Battery Room at White Bay Power Station, a Westinghouse motor-generator set sits bolted to a concrete plinth in the centre.Battery Room at White Bay Power Station, a Westinghouse motor-generator set sits bolted to a concrete plinth in the centre.Battery Room at White Bay Power Station, a Westinghouse motor-generator set sits bolted to a concrete plinth in the centre.Battery Room at White Bay Power Station, a Westinghouse motor-generator set sits bolted to a concrete plinth in the centre.Battery Room at White Bay Power Station, a Westinghouse motor-generator set sits bolted to a concrete plinth in the centre.
01 PROVENANCE

Print datasheet

Title
Battery Room
Series
White Bay Power Station
Catalogue
WBP-095
Process
Giclée
Captured
27 May 2016
Camera
NIKON D810
Lens
14.0-24.0 mm f/2.8
Aperture
f/9.0
Shutter
3s s
ISO
100
Focal length
14 mm
Paper
Ilford Galerie Smooth Cotton Rag 310 gsm
Paper size
290 × 200 mm
Location
Rozelle, New South Wales, Australia
Recognised by
Highly Commended in Multimedia at the 2016 National Trust of Australia (NSW) Heritage Awards
02 LOCATION

Rozelle, New South Wales, Australia

Map · Mapbox · OpenStreetMap

03 THE STORY

About this print

The battery room at White Bay Power Station is a small purpose-fitted room with the battery cells racked along all four walls in heavy timber-frame stands, the cells at floor level with the connecting busbars running across the tops.
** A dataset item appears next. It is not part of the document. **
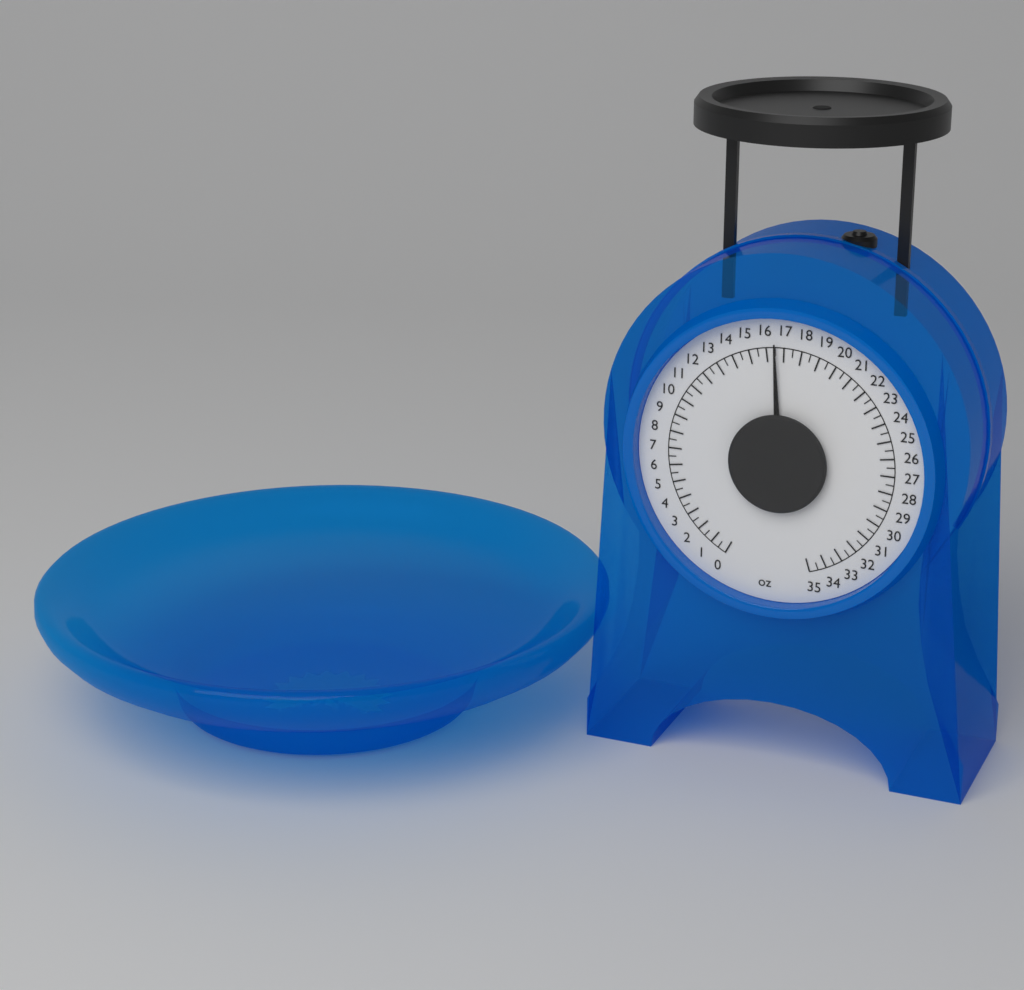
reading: 16.5 oz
The cells are lead-acid, the kind that were standard for power-station DC battery systems through most of the twentieth century: tall glass-walled jars filled with electrolyte and lead plates, sealed with vented caps. The room is ventilated by a roof fan that ran whenever the batteries were charging. The floor is acid-resistant tile, sloped to a drain at the centre.

White Bay's battery system supplied the emergency DC bus that ran the plant's protection relays, the control circuits, the alarms, and the emergency lighting whenever the AC supply faltered. The batteries had to ride through any disturbance long enough for the protection system to operate and the standby generation to come online. The room ran continuously across the plant's three build phases from 1917 to Christmas Day 1983. After closure the batteries were de-energised. The cells, the busbars, and the racking remain in place because the cost of safe removal of lead-acid plant exceeds the residual scrap value.

04 FROM THE FIELD NOTES

A Westinghouse motor-generator set sits bolted to a concrete plinth in the centre of the room. Rust blooms across the casing where paint has lifted. To the right, a marble switchboard covers the full wall, rows of knife switches and analogue gauges still mounted in position. Fallen plaster and grit cover the floor. Flat morning light pushes through the steel-framed window at the far end, catching dust on every surface.

Brett Patman

White Bay Power Station

The series

White Bay Power Station

2015–2018 · 124 photographs

Bricklayers laid 3.7 million bricks at White Bay across three and a quarter years of Phase 1 construction, on Wanngal Country at the western edge of Rozelle. The New South Wales Government Railways ran the build through its own Construction Department. By 3 July 1913, boilers and alternators were running before the buildings that housed them were complete.

View all in this series →

05 SIZE GUIDE

Print sizes

The anatomy view shows what this finish is as a physical object: paper margin, mat band, frame depth, acrylic profile. The comparison strip shows how each size sits relative to the others at true scale. Click a size or a finish to update both.